For the chain rule of probability the order of variables does not matter and sets are not ordered as of themselves anyway. So therefore $P(A | B) P(B) = P(A \cap B) = P(B|A) P(A)$.
However, I cannot reconcile this with a scenario like in the following tree of (conditional) probabilities.
-|
-- (.1) -- A -|
| -- (.7) -- A
| |
| -- (.3) -- B
|
-- (.9) -- B -|
-- (.4) -- A
|
-- (.6) -- B
This actually does not satisfy the symmetry from above, as the order does matter:
$P((B,A)) = P(B) P(A|B) = .9 \times .4$
and
$P((A,B)) = P(A) P(B|A) = .1 \times .3$
When I search for "ordered joint distribution" or "ordered chain rule of probability" I don't find anything useful.
So, my suspicion is that I am fundamentally confused about something here. If that is the case, can you point out my misconception?
Alternatively I am just using the wrong search terms...
The conditional proability $\mathsf P(A\mid B)$ is defined as $\mathsf P(A\cap B)\div\mathsf P(B)$, when $\mathsf P(B)\neq 0$.
Likewise $\mathsf P(B\mid A):=\mathsf P(A\cap B)\div\mathsf P(A)$ . (Since $A\cap B = B\cap A)$ .
So it is definitely the case that $\mathsf P(A)~\mathsf P(B\mid A)~{=\mathsf P(A\cap B)\\=\mathsf P(B)~\mathsf P(A\mid B)}$
The tree just does not make any sense. Check the labels.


PROBLEM STATEMENT
Search the records for "will" and copy each line that holds it.

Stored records
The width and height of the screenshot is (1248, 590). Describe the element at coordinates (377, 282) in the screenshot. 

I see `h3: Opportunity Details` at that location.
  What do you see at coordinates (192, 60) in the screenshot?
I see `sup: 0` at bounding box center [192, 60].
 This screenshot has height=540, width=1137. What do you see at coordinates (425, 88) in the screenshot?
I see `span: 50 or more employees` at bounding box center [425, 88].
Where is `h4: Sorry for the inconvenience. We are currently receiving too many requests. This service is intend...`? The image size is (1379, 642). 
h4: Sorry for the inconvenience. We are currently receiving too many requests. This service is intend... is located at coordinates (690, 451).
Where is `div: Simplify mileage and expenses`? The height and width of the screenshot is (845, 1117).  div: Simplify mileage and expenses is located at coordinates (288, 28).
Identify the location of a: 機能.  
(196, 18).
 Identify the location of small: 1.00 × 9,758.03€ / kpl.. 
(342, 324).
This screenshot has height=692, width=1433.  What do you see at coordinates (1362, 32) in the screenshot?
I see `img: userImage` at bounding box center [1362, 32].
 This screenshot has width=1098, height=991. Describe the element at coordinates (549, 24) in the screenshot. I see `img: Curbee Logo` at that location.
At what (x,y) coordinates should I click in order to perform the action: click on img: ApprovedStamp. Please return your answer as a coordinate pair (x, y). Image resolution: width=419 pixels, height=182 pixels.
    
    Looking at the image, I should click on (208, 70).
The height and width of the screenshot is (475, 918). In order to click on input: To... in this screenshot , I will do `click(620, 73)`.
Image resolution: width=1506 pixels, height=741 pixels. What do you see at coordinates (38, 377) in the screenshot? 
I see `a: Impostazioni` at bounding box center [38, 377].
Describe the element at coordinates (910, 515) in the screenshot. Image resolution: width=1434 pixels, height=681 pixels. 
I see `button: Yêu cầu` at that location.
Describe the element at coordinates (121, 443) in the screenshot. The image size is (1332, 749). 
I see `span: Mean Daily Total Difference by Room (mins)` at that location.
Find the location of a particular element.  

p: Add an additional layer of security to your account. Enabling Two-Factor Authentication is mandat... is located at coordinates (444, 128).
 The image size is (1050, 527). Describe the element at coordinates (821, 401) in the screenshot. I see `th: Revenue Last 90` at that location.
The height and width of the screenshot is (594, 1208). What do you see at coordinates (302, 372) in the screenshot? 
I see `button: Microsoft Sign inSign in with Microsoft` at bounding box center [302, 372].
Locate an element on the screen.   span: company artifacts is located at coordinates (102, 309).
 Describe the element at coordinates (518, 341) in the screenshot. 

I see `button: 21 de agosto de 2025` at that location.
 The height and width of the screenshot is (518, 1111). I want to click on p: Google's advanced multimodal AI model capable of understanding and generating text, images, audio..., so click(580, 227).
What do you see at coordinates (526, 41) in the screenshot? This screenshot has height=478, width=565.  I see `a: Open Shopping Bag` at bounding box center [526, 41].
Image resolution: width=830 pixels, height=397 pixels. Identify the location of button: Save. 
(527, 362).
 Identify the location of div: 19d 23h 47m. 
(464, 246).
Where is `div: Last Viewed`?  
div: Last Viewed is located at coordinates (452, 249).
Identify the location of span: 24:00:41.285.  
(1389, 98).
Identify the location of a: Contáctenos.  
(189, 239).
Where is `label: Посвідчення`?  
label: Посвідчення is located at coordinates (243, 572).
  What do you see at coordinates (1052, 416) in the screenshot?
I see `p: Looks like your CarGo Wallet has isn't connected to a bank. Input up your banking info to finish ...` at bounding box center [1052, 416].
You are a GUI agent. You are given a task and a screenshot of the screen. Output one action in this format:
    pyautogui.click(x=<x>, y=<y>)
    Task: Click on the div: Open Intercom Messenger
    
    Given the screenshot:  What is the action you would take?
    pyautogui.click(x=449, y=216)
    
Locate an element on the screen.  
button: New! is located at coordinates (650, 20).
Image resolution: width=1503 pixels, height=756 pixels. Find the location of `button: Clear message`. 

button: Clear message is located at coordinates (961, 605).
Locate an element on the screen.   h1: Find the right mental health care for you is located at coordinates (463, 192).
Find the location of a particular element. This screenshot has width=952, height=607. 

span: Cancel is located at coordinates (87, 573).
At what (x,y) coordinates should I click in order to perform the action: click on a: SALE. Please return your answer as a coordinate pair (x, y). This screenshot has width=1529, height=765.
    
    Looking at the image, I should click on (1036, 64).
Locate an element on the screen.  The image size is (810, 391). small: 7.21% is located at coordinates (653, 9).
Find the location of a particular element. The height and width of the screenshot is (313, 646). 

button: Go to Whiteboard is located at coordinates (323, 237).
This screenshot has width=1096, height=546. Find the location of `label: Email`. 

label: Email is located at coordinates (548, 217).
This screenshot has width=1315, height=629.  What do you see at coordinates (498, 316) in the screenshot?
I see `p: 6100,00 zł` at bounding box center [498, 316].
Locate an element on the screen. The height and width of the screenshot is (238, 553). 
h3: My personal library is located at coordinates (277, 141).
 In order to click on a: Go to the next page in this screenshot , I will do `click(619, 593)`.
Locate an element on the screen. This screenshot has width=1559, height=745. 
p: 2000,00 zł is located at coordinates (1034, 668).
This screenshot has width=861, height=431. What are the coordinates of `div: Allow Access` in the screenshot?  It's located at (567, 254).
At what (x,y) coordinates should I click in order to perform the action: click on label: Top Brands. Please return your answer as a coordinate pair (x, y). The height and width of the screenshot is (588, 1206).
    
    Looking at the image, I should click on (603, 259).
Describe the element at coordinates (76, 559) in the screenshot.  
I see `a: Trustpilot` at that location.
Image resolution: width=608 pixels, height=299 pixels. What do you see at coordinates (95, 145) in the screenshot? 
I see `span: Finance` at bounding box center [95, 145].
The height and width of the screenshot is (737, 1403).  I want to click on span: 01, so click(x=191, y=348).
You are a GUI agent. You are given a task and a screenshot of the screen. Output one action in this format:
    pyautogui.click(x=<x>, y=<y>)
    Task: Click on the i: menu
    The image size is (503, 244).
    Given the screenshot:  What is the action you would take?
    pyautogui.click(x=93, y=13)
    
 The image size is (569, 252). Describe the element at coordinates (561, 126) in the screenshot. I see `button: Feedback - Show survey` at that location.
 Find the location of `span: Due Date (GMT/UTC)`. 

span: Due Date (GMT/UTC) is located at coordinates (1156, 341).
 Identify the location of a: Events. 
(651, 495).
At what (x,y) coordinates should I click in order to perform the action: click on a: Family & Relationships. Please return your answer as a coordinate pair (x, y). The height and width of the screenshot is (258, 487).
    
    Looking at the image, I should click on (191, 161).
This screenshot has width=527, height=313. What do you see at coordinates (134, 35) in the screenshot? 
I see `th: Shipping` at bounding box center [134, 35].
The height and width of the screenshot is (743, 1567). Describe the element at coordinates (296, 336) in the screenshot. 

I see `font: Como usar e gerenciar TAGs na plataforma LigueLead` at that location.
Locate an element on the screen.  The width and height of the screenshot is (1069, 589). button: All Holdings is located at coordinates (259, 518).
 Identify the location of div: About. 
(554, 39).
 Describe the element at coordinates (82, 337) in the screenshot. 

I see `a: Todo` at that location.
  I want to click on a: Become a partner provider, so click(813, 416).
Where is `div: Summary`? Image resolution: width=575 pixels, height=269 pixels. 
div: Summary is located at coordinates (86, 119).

RESPONSE TO THIS TASK
The height and width of the screenshot is (475, 918). In order to click on input: To... in this screenshot , I will do `click(620, 73)`.
 In order to click on a: Go to the next page in this screenshot , I will do `click(619, 593)`.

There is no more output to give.